Tag Archives: ATA

A new old phone and rotary dialing, revisited

During the holidays I received and lightly restored another beautiful telephone from the 1940s, this Automatic Electric Monophone model 40:

ae40.jpgAutomatic Electric was an independent supplier of telephone equipment throughout the 20th century, eventually being purchased by GTE, and in direct competition with the Bell empire (or Western Electric, Bell’s equipment division) throughout its existence. The community-written Wikipedia article tells more of the story.

Some details about this Monophone:

  • Manufactured from 1939 to the mid-fifties, but I can’t find a stamp on the inside or outside to date it.
  • The coiled handset cable would typically indicate a later model, but the nicked-up brass screws inside the handset where the cable is connected suggest that the coiled cable was an upgrade or repair at some point in this phone’s lifetime. So it may be an old phone body with a newer cable, or it may be a later model, all-original.
  • The dial plate seems to be uncommon. Browsing many pictures of AE model 40s on the web, I haven’t seen any others with white-numbered, black dial plates. Also, it has no alphabet markings, only digits.
  • It’s all Bakelite, and heavy. The Northern Electric 302, with a thermoplastic shell, is almost a full pound lighter. External data: someone weighed their own collection of phones.

The Northern Electric 302 and the Automatic Electric Monophone 40 ready to duel:
ne320-ae40.jpgThe AE40 works fine and will be a new addition to the analog remix, but I decided to do one more search for VoIP analog telephony adapters (ATAs) that will accept rotary/pulse dialing. Recently, a commenter suggested UTStarcom adapters, but others report of an ATA that is still in service and accepts rotary dialing: the Grandstream HT-502/503. I have a 502 coming from an eBay auction and will report back on how it works out.

Analog remix part 1: a VoIP manual service exchange

Recently, I decided to revisit the analog side of my home Asterisk VoIP system, specifically, the Northern Electric 302 that I keep hooked up and on display. It’s a conversation piece, for when folks spot the rotary-dial phone, they ask, “Does that thing work?” At that point I explain that I can answer calls on it, but because of the rotary dial (and because I haven’t fashioned or purchased a rotary-to-DTMF converter) I can’t place a call from it.

Until now. With a little tweaking of the analog adapter, a fresh rediscovery of VoiceXML through the Tropo application platform, and some straightforward CGI programming, I have a robotic operator ready to connect me to whatever number I tell her. No dialing necessary!
Speech recognition is not new technology, but I think that using it here is a clever way to get around the limitations of my old technology (the rotary dial) by using the computerized equivalent of even-older “technology” (the human operator). So this discussion on implementing a manual service exchange in VoIP is dedicated to Almon Strowger, inventor of the automatic telephone switch.
There are three components to this:
  • configuring the analog adapter as an automatic ringdown (hot-line) or warm-line
  • programming the speech-to-text “operator” service on Tropo
  • programming the call-back CGI on a web server that can connect to the Asterisk Manager and perform call-handling functions
listed in order of difficulty.
Part 1: the automatic ringdown
Most VoIP-analog adapters (and probably most IP phones for that matter) have the ability to act as a hot-line, which rings a set destination when the phone goes off-hook, or a warm-line, which does the same after a timeout period (for example, six seconds without any digits entered). If you’ve got your vintage analog gear on a dedicated ATA, go for the hot-line, because you’ll never actually be “dialing” anything. As for me, I’ve got my 302 bridged with a Panasonic cordless system, so I need to maintain the ability to dial. But after six seconds of no dialing, the ATA assumes I want the operator and connects the call appropriately.
The hot-line/warm-line is configured in the endpoint’s dial plan. Refer to your device’s manual. The common Cisco/Linksys/Sipura SPA adapters all seem to have the same dial plan syntax, documented here. Here are the key items from that document:

The following implements a Hot Line phone, which automatically calls 1 212 5551234.

The following provides a Warm Line to a local office operator (1000) after five seconds, unless a four-digit extension is dialed by the user.

In my case, my “operator” extension is going to be 1100, so part of my dial plan will contain | P6 <:1100> |, which tells the ATA to automatically connect the call to extension 1100 after six seconds of no input.
Now that the need to dial has been eliminated, we’ll need something useful at extension 1100, which will be the Tropo-powered speech synthesis and recognition system, discussed in a future post.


- About this task: The answer should consist of each line from the data below that includes "ticks".

- Supplied records:
——

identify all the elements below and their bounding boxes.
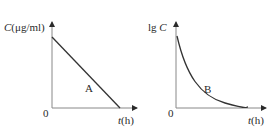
line-a	[52, 37, 120, 108]
figure: C(μg/ml) 0 t(h) A lg C 0 t(h) B	[0, 0, 279, 135]
chart-a: C(μg/ml) 0 t(h) A	[4, 21, 137, 127]
chart-b: lg C 0 t(h) B	[148, 21, 266, 127]
curve-label-a: A	[85, 82, 93, 94]
y-axis-label: lg C	[148, 21, 167, 33]
y-axis-label: C(μg/ml)	[4, 21, 45, 34]
x-axis-label: t(h)	[118, 114, 134, 127]
origin-label: 0	[43, 107, 49, 119]
curve-label-b: B	[204, 83, 211, 95]
x-axis-label: t(h)	[248, 114, 264, 127]
curve-b	[177, 36, 248, 108]
origin-label: 0	[168, 107, 174, 119]
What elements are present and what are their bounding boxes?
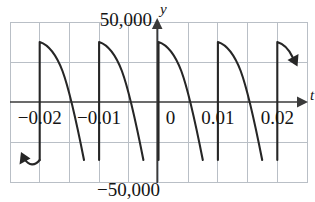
- sawtooth-waveform-chart: 50,000 −50,000 −0.02 −0.01 0 0.01 0.02 y…: [0, 0, 315, 202]
- y-axis-name-label: y: [158, 1, 167, 17]
- x-tick-label-neg-0-01: −0.01: [77, 107, 121, 128]
- x-tick-label-neg-0-02: −0.02: [18, 107, 62, 128]
- x-tick-label-0-02: 0.02: [261, 107, 294, 128]
- y-axis-top-value-label: 50,000: [100, 9, 152, 30]
- x-tick-label-0-01: 0.01: [201, 107, 234, 128]
- chart-figure: 50,000 −50,000 −0.02 −0.01 0 0.01 0.02 y…: [0, 0, 315, 202]
- x-tick-label-zero: 0: [166, 107, 176, 128]
- y-axis-bottom-value-label: −50,000: [97, 179, 160, 200]
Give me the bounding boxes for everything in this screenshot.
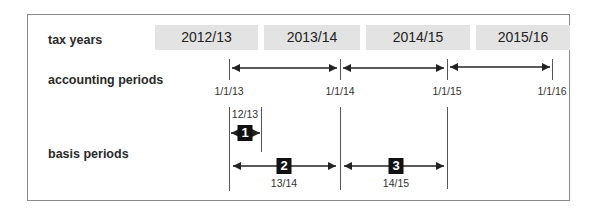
basis-period-1-label: 12/13 bbox=[232, 108, 258, 120]
basis-period-1-badge: 1 bbox=[238, 125, 253, 141]
basis-period-2-label: 13/14 bbox=[271, 177, 297, 189]
date-label-1-1-16: 1/1/16 bbox=[537, 85, 566, 97]
timeline-arrows bbox=[0, 0, 599, 215]
basis-period-3-label: 14/15 bbox=[383, 177, 409, 189]
date-label-1-1-14: 1/1/14 bbox=[325, 85, 354, 97]
date-label-1-1-15: 1/1/15 bbox=[432, 85, 461, 97]
date-label-1-1-13: 1/1/13 bbox=[214, 85, 243, 97]
basis-period-3-badge: 3 bbox=[389, 158, 404, 174]
basis-period-2-badge: 2 bbox=[277, 158, 292, 174]
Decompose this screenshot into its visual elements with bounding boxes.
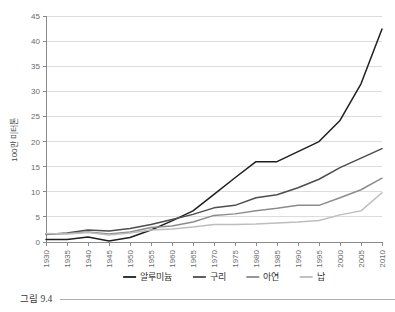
x-tick-label: 1965 <box>189 249 198 267</box>
y-tick-label: 40 <box>31 37 40 46</box>
x-tick-label: 1935 <box>63 249 72 267</box>
legend: 알루미늄구리아연납 <box>123 272 325 282</box>
x-tick-label: 1985 <box>273 249 282 267</box>
x-tick-label: 1945 <box>105 249 114 267</box>
x-tick-label: 2010 <box>378 249 387 267</box>
x-tick-label: 1930 <box>42 249 51 267</box>
y-axis-title: 100만 미터톤 <box>10 118 19 162</box>
x-tick-label: 1970 <box>210 249 219 267</box>
series-line <box>46 193 382 235</box>
x-tick-label: 1980 <box>252 249 261 267</box>
y-axis-ticks: 051015202530354045 <box>31 12 46 247</box>
series-line <box>46 29 382 241</box>
x-tick-label: 2000 <box>336 249 345 267</box>
y-tick-label: 5 <box>36 213 41 222</box>
x-tick-label: 1990 <box>294 249 303 267</box>
y-tick-label: 10 <box>31 188 40 197</box>
data-series <box>46 29 382 241</box>
legend-label[interactable]: 아연 <box>263 272 279 282</box>
x-tick-label: 1960 <box>168 249 177 267</box>
x-tick-label: 1975 <box>231 249 240 267</box>
x-tick-label: 2005 <box>357 249 366 267</box>
legend-label[interactable]: 알루미늄 <box>140 272 172 282</box>
figure-container: 051015202530354045 193019351940194519501… <box>0 0 395 312</box>
x-axis-ticks: 1930193519401945195019551960196519701975… <box>42 242 387 268</box>
gridlines <box>46 16 382 217</box>
y-tick-label: 20 <box>31 138 40 147</box>
legend-label[interactable]: 납 <box>317 272 325 282</box>
x-tick-label: 1950 <box>126 249 135 267</box>
y-tick-label: 45 <box>31 12 40 21</box>
y-tick-label: 30 <box>31 87 40 96</box>
y-tick-label: 35 <box>31 62 40 71</box>
x-tick-label: 1940 <box>84 249 93 267</box>
series-line <box>46 178 382 234</box>
x-tick-label: 1955 <box>147 249 156 267</box>
figure-caption: 그림 9.4 <box>20 293 53 304</box>
x-tick-label: 1995 <box>315 249 324 267</box>
line-chart: 051015202530354045 193019351940194519501… <box>0 0 395 312</box>
y-tick-label: 25 <box>31 112 40 121</box>
y-tick-label: 0 <box>36 238 41 247</box>
y-tick-label: 15 <box>31 163 40 172</box>
legend-label[interactable]: 구리 <box>210 272 226 282</box>
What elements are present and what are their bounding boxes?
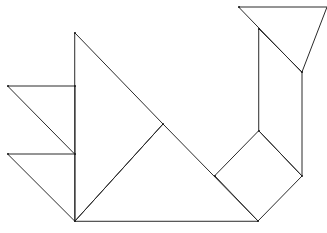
- large-triangle-base: [75, 124, 258, 221]
- vertex-dot: [7, 85, 9, 87]
- medium-triangle-head: [239, 7, 327, 72]
- vertex-dot: [238, 6, 240, 8]
- parallelogram-neck: [259, 29, 302, 176]
- vertex-dot: [301, 175, 303, 177]
- vertex-dot: [7, 153, 9, 155]
- vertex-dot: [214, 175, 216, 177]
- small-triangle-tail-lower: [8, 154, 75, 221]
- vertex-dot: [74, 85, 76, 87]
- small-triangle-tail-upper: [8, 86, 75, 154]
- vertex-dot: [74, 153, 76, 155]
- vertex-dot: [74, 220, 76, 222]
- tangram-diagram: [0, 0, 327, 233]
- square: [215, 131, 302, 221]
- vertex-dot: [301, 71, 303, 73]
- vertex-dot: [258, 28, 260, 30]
- vertex-dot: [258, 130, 260, 132]
- vertex-dot: [162, 123, 164, 125]
- tangram-canvas: [0, 0, 327, 233]
- vertex-dot: [74, 32, 76, 34]
- large-triangle-body: [75, 33, 163, 221]
- vertex-dot: [257, 220, 259, 222]
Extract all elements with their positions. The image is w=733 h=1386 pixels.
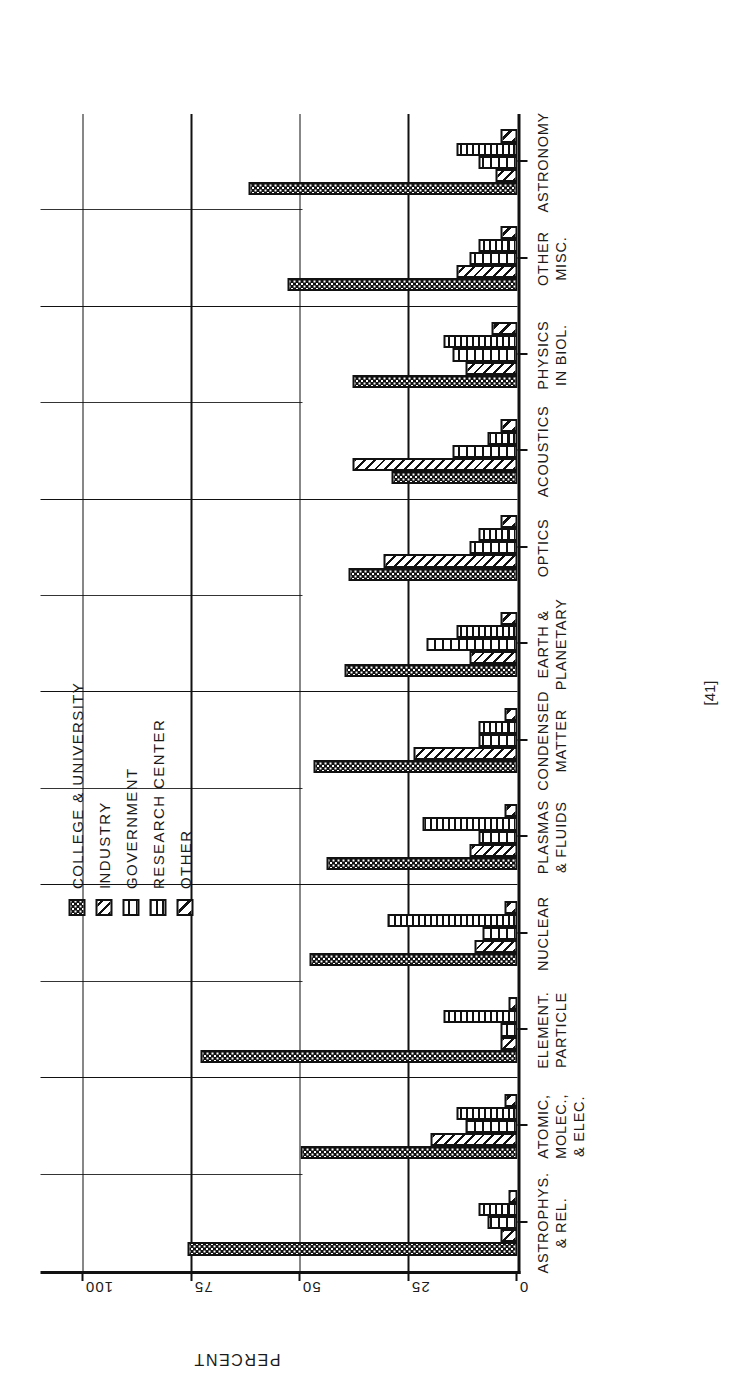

——

- Written response:
y-axis-ticks: 051015202530354045 <box>31 12 46 247</box>
x-axis-ticks: 1930193519401945195019551960196519701975… <box>42 242 387 268</box>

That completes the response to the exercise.